Songs Of Innocence
July 21, 2007 by Elijah
Charles Ardai, founder and editor of the absolutely wonderful Hard Case Crime book line, (and husband to fantasy author Naomi Novik, incidentally) has just about the most blatant pen-name in the history of ever: Richard Aleas. If you don’t understand why this is so, say the name out loud. It’s a fun little veneer of goofiness that contrasts nicely with some of the most painful crime fiction (or really just fiction at all) that I’ve ever read.
The new Songs of Innocence is a sequel to Little Girl Lost, which was one of Hard Case Crime’s first releases. That first book, even with its ending twist that I saw coming a mile away, was very, very good. It drew me in completely with a suspenseful and, for the genre, exceptionally personal story, all leading to a conclusion that did not bring things in the main character’s life back to status quo.
Songs of Innocence is better.
By the time this second book rolls around, the protagonist has merited the subtitle: “A John Blake Mystery,” but there’s no feeling of a series formula here. In fact, John Blake isn’t even a detective anymore. At the start of the book he’s working at Columbia University so that he can take free classes, specifically with the School of General Studies. On a quick sidenote, I found this particularly amusing, due to the fact that a literal day or two before picking up the book I actually got accepted to that selfsame one of Columbia’s schools.
Since I was a decade past college age, the courses I took were in the euphemistically named “School of General Studies,” the division Columbia reserves for middle-managers taking economics classes at night and empty-nesters looking to fill their afternoons with something more satisfying than Oprah. But some of the students in GS weren’t that far removed from their college years–they’d dropped out of college a few credits shy of graduating and after bumming around for a year or two were now ready to finish up. Dorrie was in this category.
- page 24
That last category is the closest to what I am as well. Naturally, because the school is being described in a noir novel it is, of course, played up in about as cynical and downbeat a way as possible. But we don’t come to Hard Case Crime to learn about colleges, we do so for dark, suspenseful crime yarns.
The earlier-mentioned Dorrie dies in what appears to be a suicide, but Blake has many reasons to suspect foul play, and so, against his better judgment, he tries to find the killer. He is still retired as a private detective, turning the whole thing into a sort of depressing mirror image to Dashiell Hammett’s The Thin Man (the only novel of that master’s that could be described as “light-hearted”). The story drags him through the sleazy world of New York City “massage” parlors, and even leads him afoul of Hungarian mobster Ardo, described thusly:
John, listen to me. Seriously. Cards on the table. You know how they ran all those stories in the papers ten years ago, how the Italian mob was getting outgunned by the Russians? And how the Russians were mean sons of bitches but they didn’t compare to the South Americans? And how even the South Americans were afraid of the Asians? Well, who do you think the Asians are scared of?”
“The Hungarians?”
“Fuck the Hungarians. They’re scared of Ardo.”
- page 89
Things go in a very definite downward spiral of violence until our hero finds himself on the run, and still trying to figure out what the hell happened. The ending that it all rushes to really is a shocking, disturbing, and genuinely surprising one. It shows that Ardai Aleas really isn’t afraid to go outside the basic conventions of the genre.
This is also showcased by how deep into Blake’s mind we get, which thankfully is never to the point where it feels like he’s just wallowing in sorrow for its own sake. He’s tortured, but in a way that really makes sense. And he’s never going “aw jeez, I’m so tortured, feel for me!”
It’s also worth noting that in Songs of Innocence we get a real hardboiled novel for the internet age. What I mean by that is that it doesn’t have a few “hey look, here are computers!” moments, but it also doesn’t spend all of its time on such things either. Basically cell phones, the internet, and other such modern things that we don’t normally see in Hard Case Crime books (for generally obvious reasons) show up about as much as they would, and with the relevance that they would, were these events to actually take place. It works very nicely, and it’s explained in just enough detail that hopefully it’ll still all make sense in 20, 30 years and so on.
You don’t need to have read Little Girl Lost to appreciate Songs of Innocence, although it probably wouldn’t hurt. Whenever events from the first book are important (and though the plots don’t connect, they often are) they’re explained very nicely, and the character of the lead is plenty clear here. All told, I would say that Songs of Innocence is the best Hard Case Crime offering that I’ve read in a very long time. It’s fast, suspenseful, profound, violent, witty, disturbing, and heartrending, all of which is packed together surprisingly well into a simple 256 pages. I suggest reading Little Girl Lost, but whether or not you do, read Songs of Innocence.
Well, if you don’t have a weak stomach, that is.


Brief: Copy exactly, and copy only, the lines from the one bearing "the div: 4CDF50D7-D504-49F8-9B4E-3B9483DEE951-list.pdf" through the final line of the records.

Record set:
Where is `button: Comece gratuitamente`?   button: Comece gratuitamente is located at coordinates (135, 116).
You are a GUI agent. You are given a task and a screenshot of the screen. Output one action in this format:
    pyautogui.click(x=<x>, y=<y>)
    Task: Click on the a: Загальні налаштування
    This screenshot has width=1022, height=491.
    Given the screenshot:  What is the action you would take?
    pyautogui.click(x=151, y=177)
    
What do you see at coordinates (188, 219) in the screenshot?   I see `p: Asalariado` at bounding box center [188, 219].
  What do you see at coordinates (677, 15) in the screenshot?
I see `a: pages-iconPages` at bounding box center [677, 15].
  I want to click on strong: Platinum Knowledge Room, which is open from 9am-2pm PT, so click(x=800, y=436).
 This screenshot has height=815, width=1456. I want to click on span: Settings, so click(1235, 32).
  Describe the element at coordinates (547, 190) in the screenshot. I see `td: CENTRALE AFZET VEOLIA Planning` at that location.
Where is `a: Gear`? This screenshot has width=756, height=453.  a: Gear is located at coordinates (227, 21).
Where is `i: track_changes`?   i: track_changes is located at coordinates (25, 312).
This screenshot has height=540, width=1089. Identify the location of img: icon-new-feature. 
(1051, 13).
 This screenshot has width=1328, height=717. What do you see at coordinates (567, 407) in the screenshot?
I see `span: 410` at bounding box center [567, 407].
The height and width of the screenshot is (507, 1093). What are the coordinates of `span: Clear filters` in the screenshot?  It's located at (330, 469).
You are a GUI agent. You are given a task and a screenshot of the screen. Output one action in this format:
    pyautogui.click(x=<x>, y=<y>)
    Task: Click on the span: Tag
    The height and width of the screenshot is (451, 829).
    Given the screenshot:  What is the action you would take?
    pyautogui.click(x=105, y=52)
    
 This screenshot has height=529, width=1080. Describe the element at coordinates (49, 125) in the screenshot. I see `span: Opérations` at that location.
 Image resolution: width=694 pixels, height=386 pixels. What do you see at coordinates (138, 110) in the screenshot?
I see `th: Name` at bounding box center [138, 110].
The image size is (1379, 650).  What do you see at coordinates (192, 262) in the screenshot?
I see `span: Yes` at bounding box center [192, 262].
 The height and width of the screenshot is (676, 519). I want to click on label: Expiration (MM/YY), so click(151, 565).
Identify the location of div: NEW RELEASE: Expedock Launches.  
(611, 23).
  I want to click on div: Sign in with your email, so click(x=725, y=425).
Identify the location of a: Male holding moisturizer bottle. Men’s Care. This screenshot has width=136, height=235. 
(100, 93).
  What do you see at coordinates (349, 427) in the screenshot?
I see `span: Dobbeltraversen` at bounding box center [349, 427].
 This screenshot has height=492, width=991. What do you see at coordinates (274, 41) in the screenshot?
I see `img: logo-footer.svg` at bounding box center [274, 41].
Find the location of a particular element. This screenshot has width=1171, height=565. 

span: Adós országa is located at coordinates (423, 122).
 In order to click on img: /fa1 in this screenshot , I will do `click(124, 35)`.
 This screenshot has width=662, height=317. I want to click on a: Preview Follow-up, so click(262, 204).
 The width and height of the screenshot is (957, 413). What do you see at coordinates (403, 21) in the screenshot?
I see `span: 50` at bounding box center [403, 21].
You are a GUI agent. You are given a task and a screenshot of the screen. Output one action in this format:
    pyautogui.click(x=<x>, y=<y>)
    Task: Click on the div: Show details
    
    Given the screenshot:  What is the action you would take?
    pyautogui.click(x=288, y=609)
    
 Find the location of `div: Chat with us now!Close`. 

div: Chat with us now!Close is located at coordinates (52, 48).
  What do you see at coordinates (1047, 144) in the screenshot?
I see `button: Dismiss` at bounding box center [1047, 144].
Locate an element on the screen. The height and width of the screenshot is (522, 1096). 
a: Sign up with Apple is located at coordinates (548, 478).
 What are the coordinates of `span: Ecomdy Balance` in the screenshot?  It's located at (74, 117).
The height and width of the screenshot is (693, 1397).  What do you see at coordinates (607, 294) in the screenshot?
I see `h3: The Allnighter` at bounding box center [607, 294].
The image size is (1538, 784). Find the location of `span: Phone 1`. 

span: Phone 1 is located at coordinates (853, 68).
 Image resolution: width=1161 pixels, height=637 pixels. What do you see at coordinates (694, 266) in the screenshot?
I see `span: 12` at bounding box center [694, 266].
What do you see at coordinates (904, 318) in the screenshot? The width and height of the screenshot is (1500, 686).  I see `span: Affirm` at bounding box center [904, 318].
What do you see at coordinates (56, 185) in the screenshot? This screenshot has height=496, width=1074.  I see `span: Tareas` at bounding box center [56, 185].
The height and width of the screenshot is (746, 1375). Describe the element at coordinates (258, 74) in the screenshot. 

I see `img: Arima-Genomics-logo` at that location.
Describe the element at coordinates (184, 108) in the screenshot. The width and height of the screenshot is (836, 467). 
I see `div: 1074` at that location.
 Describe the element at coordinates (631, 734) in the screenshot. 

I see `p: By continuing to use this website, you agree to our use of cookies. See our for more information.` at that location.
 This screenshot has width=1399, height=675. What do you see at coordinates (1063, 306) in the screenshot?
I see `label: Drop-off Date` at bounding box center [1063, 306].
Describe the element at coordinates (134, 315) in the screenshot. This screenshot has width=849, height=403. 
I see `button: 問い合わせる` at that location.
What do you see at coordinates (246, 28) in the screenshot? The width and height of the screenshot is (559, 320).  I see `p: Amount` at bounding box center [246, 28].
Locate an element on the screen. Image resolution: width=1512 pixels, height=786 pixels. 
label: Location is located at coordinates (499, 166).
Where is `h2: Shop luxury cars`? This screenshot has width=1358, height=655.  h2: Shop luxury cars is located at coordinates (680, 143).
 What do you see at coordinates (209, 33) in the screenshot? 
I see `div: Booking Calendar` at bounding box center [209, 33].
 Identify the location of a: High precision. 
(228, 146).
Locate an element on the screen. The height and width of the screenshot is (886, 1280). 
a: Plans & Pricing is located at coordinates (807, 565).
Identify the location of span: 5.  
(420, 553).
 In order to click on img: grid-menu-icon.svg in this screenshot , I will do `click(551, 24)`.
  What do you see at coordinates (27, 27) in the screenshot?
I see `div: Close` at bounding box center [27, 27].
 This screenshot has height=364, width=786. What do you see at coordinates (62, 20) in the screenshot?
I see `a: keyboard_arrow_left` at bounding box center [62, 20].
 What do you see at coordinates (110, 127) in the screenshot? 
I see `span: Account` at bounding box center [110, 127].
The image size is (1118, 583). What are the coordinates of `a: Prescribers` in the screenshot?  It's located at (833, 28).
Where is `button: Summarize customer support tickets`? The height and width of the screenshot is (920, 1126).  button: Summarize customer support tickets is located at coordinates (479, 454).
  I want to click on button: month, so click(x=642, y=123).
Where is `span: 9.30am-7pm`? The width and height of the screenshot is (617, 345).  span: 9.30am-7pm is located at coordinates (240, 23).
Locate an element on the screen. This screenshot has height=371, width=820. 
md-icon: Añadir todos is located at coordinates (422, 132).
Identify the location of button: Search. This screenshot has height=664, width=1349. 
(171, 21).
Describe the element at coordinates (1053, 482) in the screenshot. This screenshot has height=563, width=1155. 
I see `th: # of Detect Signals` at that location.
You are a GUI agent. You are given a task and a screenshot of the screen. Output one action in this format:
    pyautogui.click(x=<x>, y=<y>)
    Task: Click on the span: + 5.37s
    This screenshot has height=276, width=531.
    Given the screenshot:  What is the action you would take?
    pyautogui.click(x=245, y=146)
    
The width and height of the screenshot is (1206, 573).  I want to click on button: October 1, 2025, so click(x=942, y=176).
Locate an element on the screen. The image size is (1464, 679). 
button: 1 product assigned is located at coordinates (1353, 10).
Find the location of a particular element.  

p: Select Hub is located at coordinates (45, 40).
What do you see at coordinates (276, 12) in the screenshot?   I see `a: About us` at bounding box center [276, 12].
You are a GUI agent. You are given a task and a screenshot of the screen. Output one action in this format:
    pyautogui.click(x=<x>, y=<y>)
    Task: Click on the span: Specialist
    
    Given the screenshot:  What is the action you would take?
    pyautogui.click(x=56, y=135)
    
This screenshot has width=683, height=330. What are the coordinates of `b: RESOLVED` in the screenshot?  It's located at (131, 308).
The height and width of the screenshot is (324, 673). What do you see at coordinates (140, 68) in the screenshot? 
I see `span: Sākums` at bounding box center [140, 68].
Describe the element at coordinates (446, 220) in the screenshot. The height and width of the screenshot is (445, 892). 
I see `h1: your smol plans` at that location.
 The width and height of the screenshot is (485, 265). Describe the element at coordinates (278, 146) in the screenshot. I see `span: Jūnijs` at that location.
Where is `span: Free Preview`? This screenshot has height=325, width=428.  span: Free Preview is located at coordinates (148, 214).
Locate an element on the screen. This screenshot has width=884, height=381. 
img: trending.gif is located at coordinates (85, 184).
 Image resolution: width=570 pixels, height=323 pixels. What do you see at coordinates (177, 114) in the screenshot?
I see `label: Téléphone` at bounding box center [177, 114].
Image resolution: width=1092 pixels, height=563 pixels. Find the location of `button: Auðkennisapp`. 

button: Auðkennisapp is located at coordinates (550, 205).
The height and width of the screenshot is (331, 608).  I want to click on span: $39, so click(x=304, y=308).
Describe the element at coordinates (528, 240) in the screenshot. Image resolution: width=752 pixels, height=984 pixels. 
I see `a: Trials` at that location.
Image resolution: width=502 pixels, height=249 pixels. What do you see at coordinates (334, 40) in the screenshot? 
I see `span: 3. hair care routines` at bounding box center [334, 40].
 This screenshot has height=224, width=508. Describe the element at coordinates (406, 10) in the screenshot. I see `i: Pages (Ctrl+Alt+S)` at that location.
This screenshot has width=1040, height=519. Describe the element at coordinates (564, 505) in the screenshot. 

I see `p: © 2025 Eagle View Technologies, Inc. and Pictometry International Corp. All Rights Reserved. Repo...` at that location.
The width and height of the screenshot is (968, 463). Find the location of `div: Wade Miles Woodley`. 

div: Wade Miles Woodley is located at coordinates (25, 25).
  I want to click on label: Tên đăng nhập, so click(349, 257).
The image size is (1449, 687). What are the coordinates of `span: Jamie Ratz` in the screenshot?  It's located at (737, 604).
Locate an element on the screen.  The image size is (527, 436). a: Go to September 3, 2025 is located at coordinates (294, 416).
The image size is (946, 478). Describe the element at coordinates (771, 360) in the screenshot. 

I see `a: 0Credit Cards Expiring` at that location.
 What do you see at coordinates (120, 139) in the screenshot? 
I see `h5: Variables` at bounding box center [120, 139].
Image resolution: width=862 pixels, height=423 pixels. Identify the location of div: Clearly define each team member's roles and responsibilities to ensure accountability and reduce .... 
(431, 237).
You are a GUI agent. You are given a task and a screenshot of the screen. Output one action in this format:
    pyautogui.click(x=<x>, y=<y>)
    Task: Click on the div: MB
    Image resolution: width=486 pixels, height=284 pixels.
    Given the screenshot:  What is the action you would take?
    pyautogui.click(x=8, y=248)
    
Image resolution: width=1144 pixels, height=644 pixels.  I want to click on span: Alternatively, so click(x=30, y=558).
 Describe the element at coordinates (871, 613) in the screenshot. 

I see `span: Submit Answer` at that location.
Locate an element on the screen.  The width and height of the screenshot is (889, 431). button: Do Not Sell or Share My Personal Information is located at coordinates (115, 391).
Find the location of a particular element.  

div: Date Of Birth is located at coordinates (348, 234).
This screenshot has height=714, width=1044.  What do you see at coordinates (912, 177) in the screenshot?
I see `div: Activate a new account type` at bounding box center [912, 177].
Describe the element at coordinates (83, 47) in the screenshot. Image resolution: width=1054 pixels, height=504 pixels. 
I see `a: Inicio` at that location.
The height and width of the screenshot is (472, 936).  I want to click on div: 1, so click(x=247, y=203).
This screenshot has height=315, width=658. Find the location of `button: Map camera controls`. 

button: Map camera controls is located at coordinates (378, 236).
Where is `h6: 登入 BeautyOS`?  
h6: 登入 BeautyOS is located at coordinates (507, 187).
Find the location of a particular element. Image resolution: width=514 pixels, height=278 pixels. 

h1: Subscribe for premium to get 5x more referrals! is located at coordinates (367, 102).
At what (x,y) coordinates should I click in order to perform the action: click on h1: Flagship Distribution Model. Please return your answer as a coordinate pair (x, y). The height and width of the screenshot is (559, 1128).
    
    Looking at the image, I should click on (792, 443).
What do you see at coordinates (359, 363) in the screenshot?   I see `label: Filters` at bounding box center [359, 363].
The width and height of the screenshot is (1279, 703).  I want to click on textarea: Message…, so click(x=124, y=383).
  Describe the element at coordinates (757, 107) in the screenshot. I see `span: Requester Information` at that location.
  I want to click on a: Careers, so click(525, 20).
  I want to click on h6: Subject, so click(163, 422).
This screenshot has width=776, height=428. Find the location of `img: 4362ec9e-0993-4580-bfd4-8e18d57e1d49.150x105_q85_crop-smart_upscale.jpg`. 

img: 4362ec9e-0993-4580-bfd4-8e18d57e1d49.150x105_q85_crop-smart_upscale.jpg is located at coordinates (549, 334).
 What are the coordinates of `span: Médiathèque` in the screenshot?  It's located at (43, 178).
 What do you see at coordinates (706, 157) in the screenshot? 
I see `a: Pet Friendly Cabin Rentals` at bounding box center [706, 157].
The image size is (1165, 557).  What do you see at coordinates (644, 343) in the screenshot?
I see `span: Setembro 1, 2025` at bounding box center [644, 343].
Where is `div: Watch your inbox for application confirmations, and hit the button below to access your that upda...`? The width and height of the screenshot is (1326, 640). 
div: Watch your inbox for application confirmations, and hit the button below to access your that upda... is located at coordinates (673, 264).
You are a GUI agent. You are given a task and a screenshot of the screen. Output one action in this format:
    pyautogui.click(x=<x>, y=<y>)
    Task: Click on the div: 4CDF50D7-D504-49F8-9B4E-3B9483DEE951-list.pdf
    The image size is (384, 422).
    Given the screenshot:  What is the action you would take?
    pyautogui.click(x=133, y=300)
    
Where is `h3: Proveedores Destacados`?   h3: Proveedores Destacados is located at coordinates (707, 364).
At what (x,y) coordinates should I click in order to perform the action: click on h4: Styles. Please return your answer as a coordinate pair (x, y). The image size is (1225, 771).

Output:
    Task: Click on the div: 4CDF50D7-D504-49F8-9B4E-3B9483DEE951-list.pdf
    The image size is (384, 422).
    Given the screenshot:  What is the action you would take?
    pyautogui.click(x=133, y=300)
    
Where is `h3: Proveedores Destacados`?   h3: Proveedores Destacados is located at coordinates (707, 364).
At what (x,y) coordinates should I click in order to perform the action: click on h4: Styles. Please return your answer as a coordinate pair (x, y). The image size is (1225, 771).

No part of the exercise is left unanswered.